Fuglie LJ (1999) The Miracle Tree: Moringa oleifera: Natural Nutrition for the Tropics. Church World Service, Dakar. 68 pp.; revised in 2001 and published as The Miracle Tree: The Multiple Attributes of Moringa, 172 pp
Fuglie LJ (2000) New Uses of Moringa Studied in Nicaragua. ECHO Development Notes #68, June, 2000.
Kjaer A, O Malver, B El-Menshawi, and J Reisch (1979) Isothiocyanates in myrosinase-treated seed extracts of Moringa peregrina. Phytochemistry 18: 1485-1487.

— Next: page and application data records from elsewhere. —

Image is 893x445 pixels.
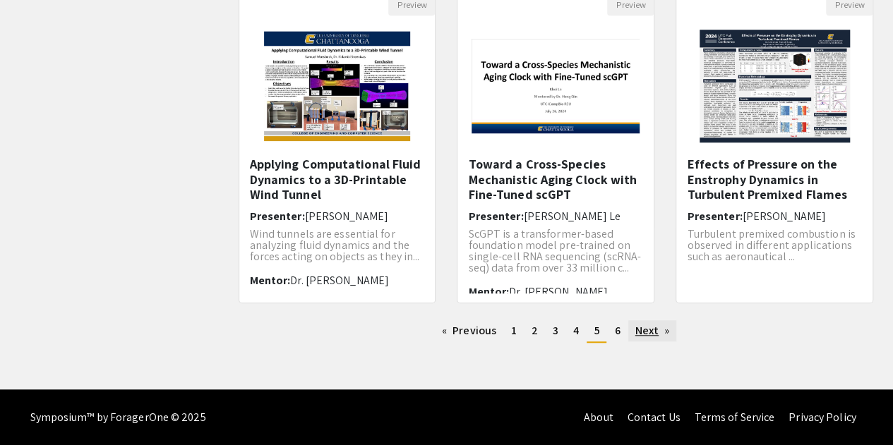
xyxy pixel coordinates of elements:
[687,227,855,264] span: Turbulent premixed combustion is observed in different applications such as aeronautical ...
[553,323,558,338] span: 3
[250,16,424,157] img: <p><strong style="color: black;">Applying Computational Fluid Dynamics to a 3D-Printable Wind Tun...
[250,210,425,223] h6: Presenter:
[250,273,291,288] span: Mentor:
[468,157,643,203] h5: Toward a Cross-Species Mechanistic Aging Clock with Fine-Tuned scGPT
[628,321,677,342] a: Next page
[11,382,60,435] iframe: Chat
[523,209,621,224] span: [PERSON_NAME] Le
[290,273,389,288] span: Dr. [PERSON_NAME]
[584,410,613,425] a: About
[685,16,864,157] img: <p>Effects of Pressure on the Enstrophy Dynamics in Turbulent Premixed Flames</p>
[594,323,599,338] span: 5
[468,229,643,274] p: ScGPT is a transformer-based foundation model pre-trained on single-cell RNA sequencing (scRNA-se...
[687,210,862,223] h6: Presenter:
[509,285,608,299] span: Dr. [PERSON_NAME]
[742,209,825,224] span: [PERSON_NAME]
[614,323,620,338] span: 6
[468,285,509,299] span: Mentor:
[250,157,425,203] h5: Applying Computational Fluid Dynamics to a 3D-Printable Wind Tunnel
[435,321,503,342] a: Previous page
[468,210,643,223] h6: Presenter:
[687,157,862,203] h5: Effects of Pressure on the Enstrophy Dynamics in Turbulent Premixed Flames
[511,323,517,338] span: 1
[250,227,420,264] span: Wind tunnels are essential for analyzing fluid dynamics and the forces acting on objects as they ...
[457,25,654,148] img: <p><span style="color: rgb(0, 0, 0);">Toward a Cross-Species Mechanistic Aging Clock with Fine-Tu...
[239,321,874,343] ul: Pagination
[573,323,579,338] span: 4
[694,410,774,425] a: Terms of Service
[532,323,538,338] span: 2
[305,209,388,224] span: [PERSON_NAME]
[627,410,680,425] a: Contact Us
[789,410,856,425] a: Privacy Policy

Rao KNV, V Gopalakrishnan, V Loganathan, and S Shanmuganathan (1999) Antiinflammatory activity of Moringa oleifera Lam. Ancient Science of Life 18(3-4): 195-198.
Sampson W (2005) Studying herbal remedies. New England Journal of Medicine 353(4): 337-339.
Tsaknis J, S Lalas, V Gergis, V Douroglou, and V Spiliotis (1999) Characterization of Moringa oleifera variety Mbololo seed oil of Kenya. Journal of Agricultural and Food Chemistry 47: 4495-4499
Yanaka A, S Zhang, M Yamamoto, JW Fahey (2005) Daily intake of sulforaphane-rich broccoli sprouts improves gastritis in H.pylori-infected human subjects. Cancer Epidemiology Biomarkers and Prevention 14(11, Suppl): 2754s.
Jed W. Fahey. Moringa oleifera: A Review of the Medical Evidence for Its Nutritional, Therapeutic, and Prophylactic Properties. Trees for Life Journal 2005, 1:5.